A couple of weekends ago I had the great opportunity to attend lessconf. It was an all around great conference, and as a result of the greatness I ended up having a conversation with a few people around conference experience. I must give much of the credit to Swift, as he mentioned he’d already been thinking alot about this since Waza. In general it feels like there’s a few key themes that any conference should focus on, then a lot of small things that can really push it over the top. Here’s a few:

In general the key areas for any great conference are:

  • Talks
  • Great people
  • Ensuring communication happens
  • Bonus points

Digging in deeper on the first area…

Heroku’s Acquisition 2 Years Later

Just over two years ago, Heroku was acquired. I was around and peripheral to this just before the acquisition and came on board only barely after. While there is a large group of people that have been there longer than I have (several for 4+ years) I’m still commonly asked how things have changed, how things work, and other questions of that nature. I wrote about some of these processes over a year ago in the months after joining Heroku around our hiring, our teams, and how we work. Many of these things haven’t changed, and yet almost always at a conference I’m asked how are things different since being acquired.

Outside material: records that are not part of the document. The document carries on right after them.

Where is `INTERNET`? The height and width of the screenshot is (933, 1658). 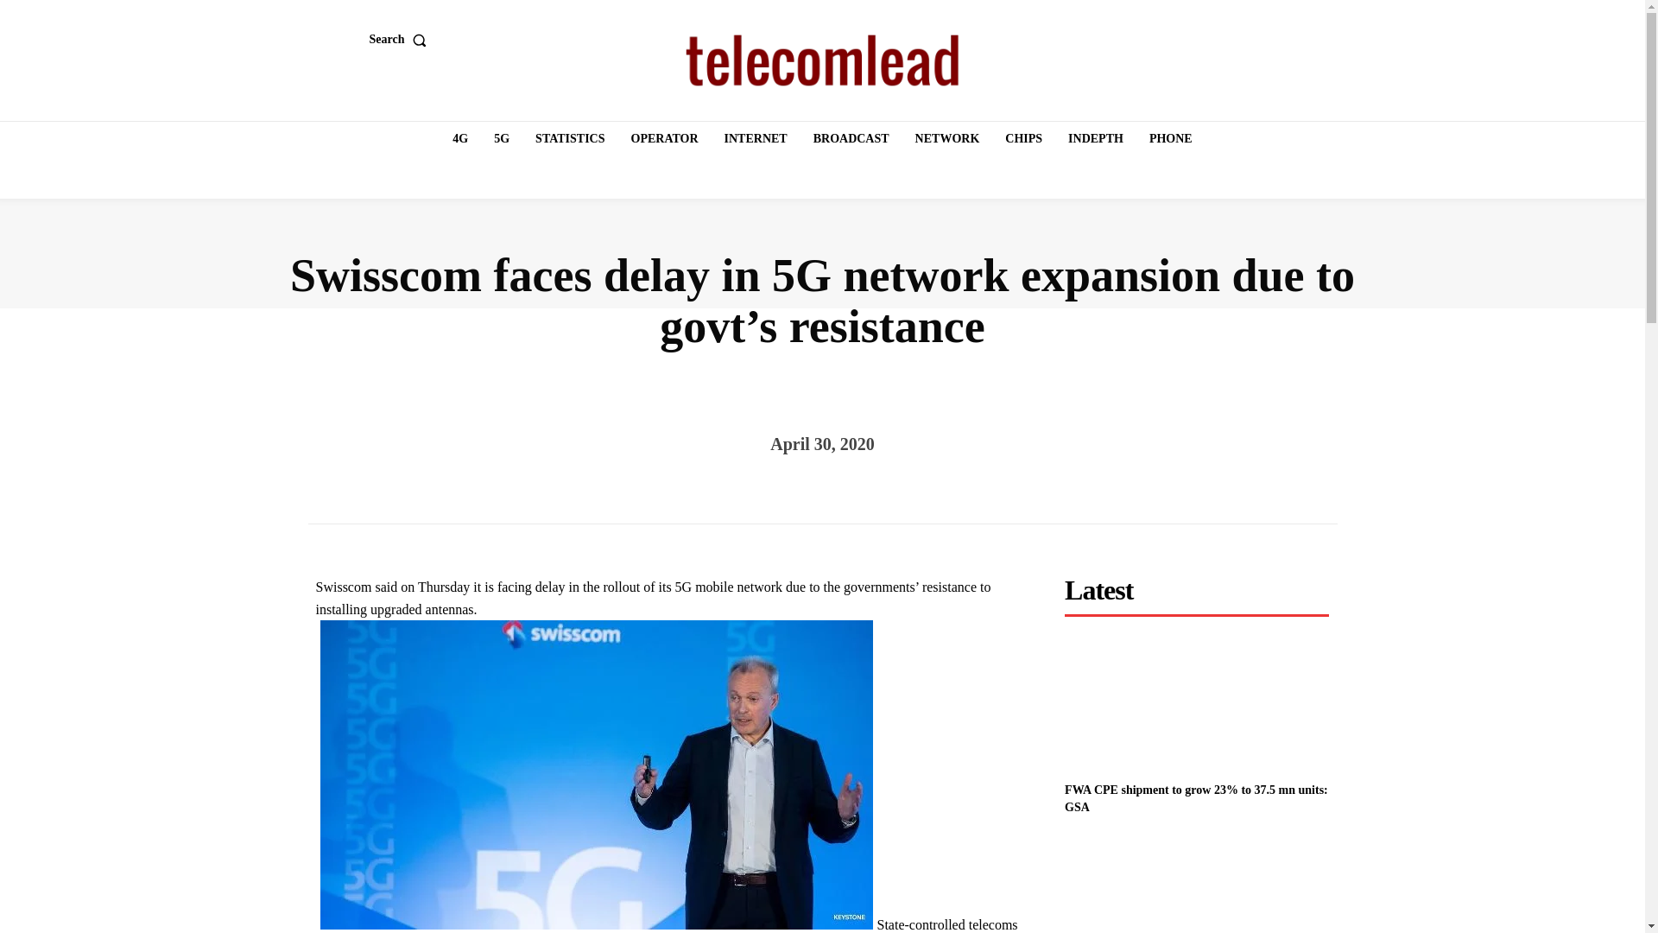
INTERNET is located at coordinates (756, 139). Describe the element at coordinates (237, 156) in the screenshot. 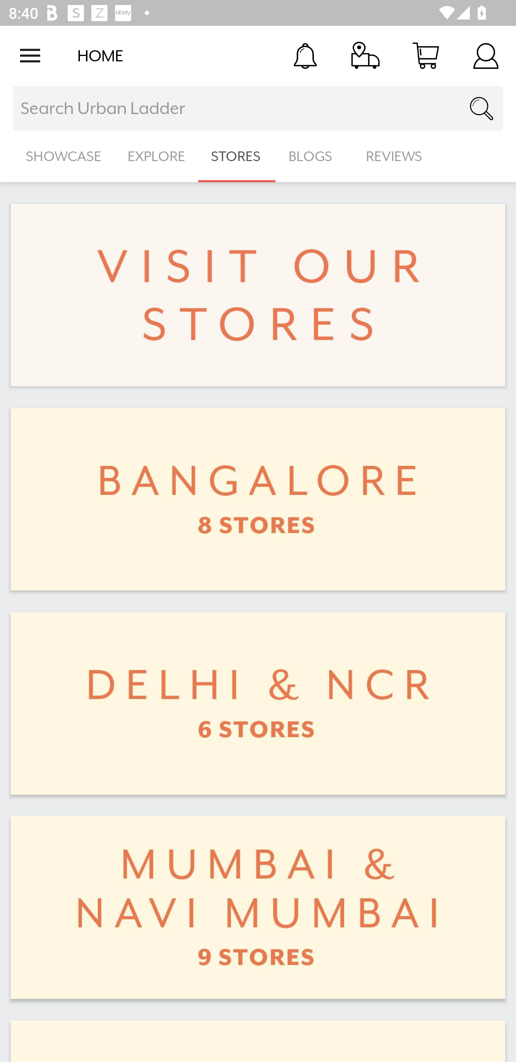

I see `STORES` at that location.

Here’s my personal take (and while I don’t typically include this – to be safe, this is not an official Heroku view of what’s changed).

Using array_agg in Postgres – powerful and flexible

In almost any application it’s common to want to aggregate some set of values together, commonly in a comma separated form. Most developers do this by running a query to get much of the raw data, looping over the data and pushing it into a set, appending each new value to the appropriate key. Hopefully, it’s not a surprise that there’s a much better way to do this with PostgreSQL.

Postgres has a flexible and robust array datatype that comes with a variety of functions. Even without taking advantage of the array datatype in your application, you can still take advantage of some of the functions to get the functionality you need. Lets take a look at an example schema and use case.

Scaling Evangelism – Creating Advocates

The first area I tend to think about when it comes to developer marketing is around advocates. A simple definition of an advocate is someone that speaks/writes in favor of some thing.

Creating advocates is a means of creating more of myself to go out and talk loudly and ideally effectively. However, they do take time to cultivate and it is a hard item to track. But by cultivating advocates I’m able to scale what would otherwise be a bottleneck of my own personal time.

Doing Marketing (for developers) Differently

As developers we can tend to be a fickle bunch; especially in certain open source communities. We like to see intelligence and systems applied to things, hope for a better world through making things open, and appreciate when others relate to our world as we often attempt to relate to theirs. Marketing is often a loaded word when it comes to developers – leaving mixed feelings about webinars, email campaigns, and the like.

A quick clarification in terms of marketing I’m referring to product marketing, but of a technical product. This is based on the idea that developers are the new kingmakers and when marketing a product to them it needs to be done differently.